NEVER BROKE ONE NEVER SEEN ONE BROKE ... BUT HAVE SEEN SEVERAL BROKE BELTS AND SEEN BELT DRIVE UNITS BROKE
 
I have witnessed a gearbox failure firsthand it was a precision gear drive and the prop flange broke off due to improper machining the output was turned down to small and would have wrote this off to a fluke but it happened twice with less than 20 hrs. on both boxes and with catastrophic results I.E. wasted 3 blade carbon prop and destroyed cage. the guy it happened to is a freind and has sued the company that builds the box
 
Precision drives usually are pretty tough. Art malone used to run one on his blown alchohol boat. I have found them to be very noisy and if you have much cam in your motor you will get a lot of bounce back on your prop because the prop is a constant load on the gear box and the engine is not a source of constant power at idle as soon as you pick up the throttle it smooths out because of the flywheel effect. They make a lot of vibration due to this at idle. If you had one of his hubs with the rubber in it it would help some. Those drives are very old technology and were never intended for the engines we run today swingin the props we swing now. I was talkin to a guy at KISS saturday who had his boat destroyed by a sensinich prop when the bolts holding the blades in broke. They are now gonna put six bolts on the blades instead of three like they have for years.

It is always a constant challenge for the manufacturers to stay ahead of us on reliability issues. You gotta remember we are all drivin race cars in essence and with them come very little guarantees we do things with them that make engineers cringe. just stop and think about the strain on the prop and shafts when you do a 180 or a 360 spin what do you think the weight shift looks like on a chart at that point ?? it would scare you bad enough you would change the way you drive. Think about the aerobatic planes they have to build them special to take the stress and they dont even come close to doin a 180 or a 360 spin.

Maybe PRECISION needs to be sued I dont know. I do know that I would never give any kind of guarantee on a prop or a box and you would sign a waiver and a disclaimer releiving me from any responsibility for you or anyone else and property damage. Oh yeah sens. did buy the guy a new boat he said. just my thoughts on it

I also know that product liability insurance is why stuff costs so much and why many new technological innovations never reach the public. Do they install pointless ignition systems yet on small planes ??? they didnt for many years because everytime a plane crashes everyone who has touched it gets sued and the old points ignition had withstood lawsuits before so they didnt change to the better more reliable pointless type electronic ignition systems for that very reason.
 
Cntry.

The modern aerobatic planes are doing stuff that is so violent that it will snap the crank right off of a 540 with a metal prop. That is why they went to the composite props. they are pulling + and- 9+ g's too. I'll PM you a link to some videos if you like. The mags are still used both for certification reasons and because you can lose the whole electrical system and one mag and still make it home.

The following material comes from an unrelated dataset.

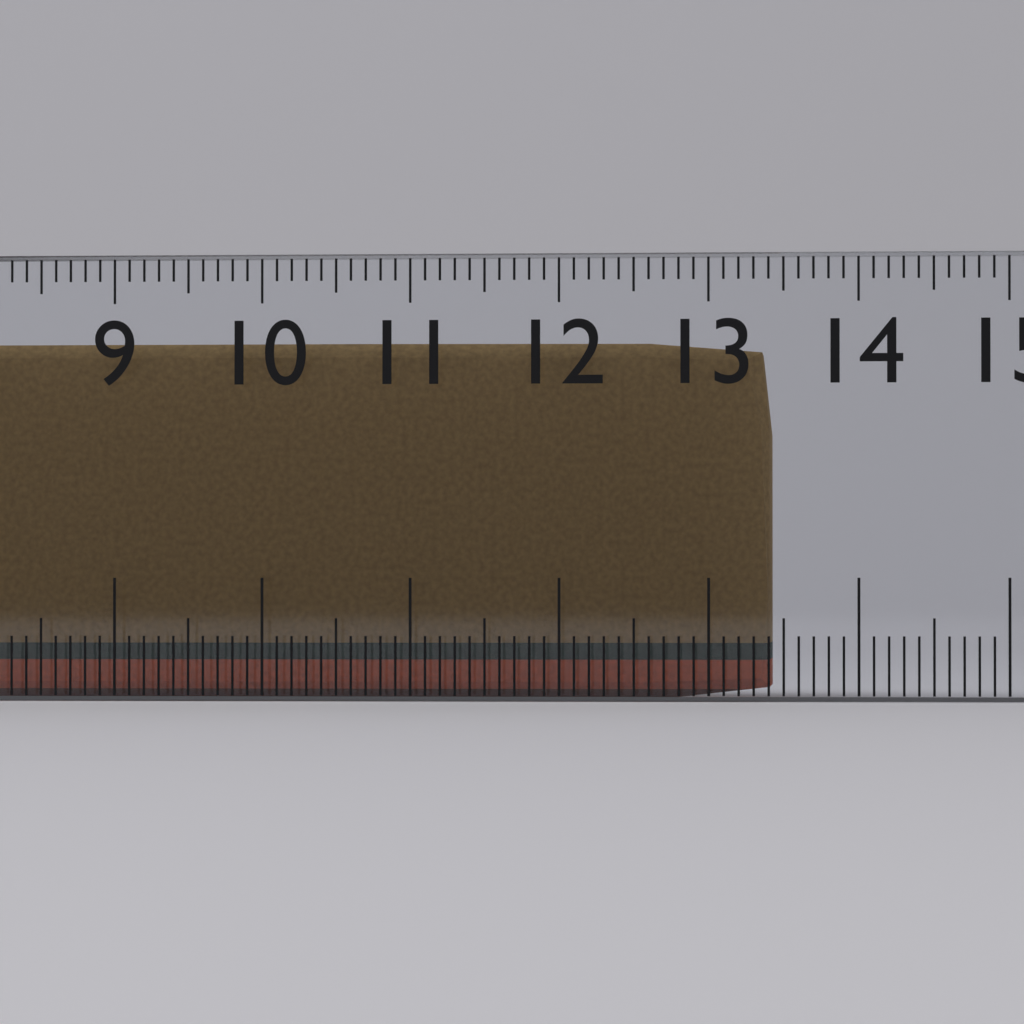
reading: 13.4 cm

edit, I figured out how to link to it. Right click and "save target as".



right click here

Jim
 
i've never ran an automotive engine or reduction unit, but i know of all the seismograph crews in texas, they all run belts. they depend on their boats for their livelihood, not just a day out cruising. do they know what they're doing? i don't know but, its worth considering......
 
Yepper that was a cool video NOW JUST IMAGINE when he is comin right at you he just does a horizontal 180 or a horizontal 360 that would screw up the gyroscopic forces big time and that is what we do evry day we run.
 
You mean something like this: (same airplane, older paint job)

right click here

It's an AVI, you may need the plug in,

Jim

By the way the first video is much harder on the crank.
 
The first 180 is called a hammerhead turn. Airplanes have been doing that for probably 80 years as a turn around move in airshows or just for fun. The 540 you saw in the video is called a double hammerhead, you don't see that very often. It is a difficult move to do right. I have only seen two people do it.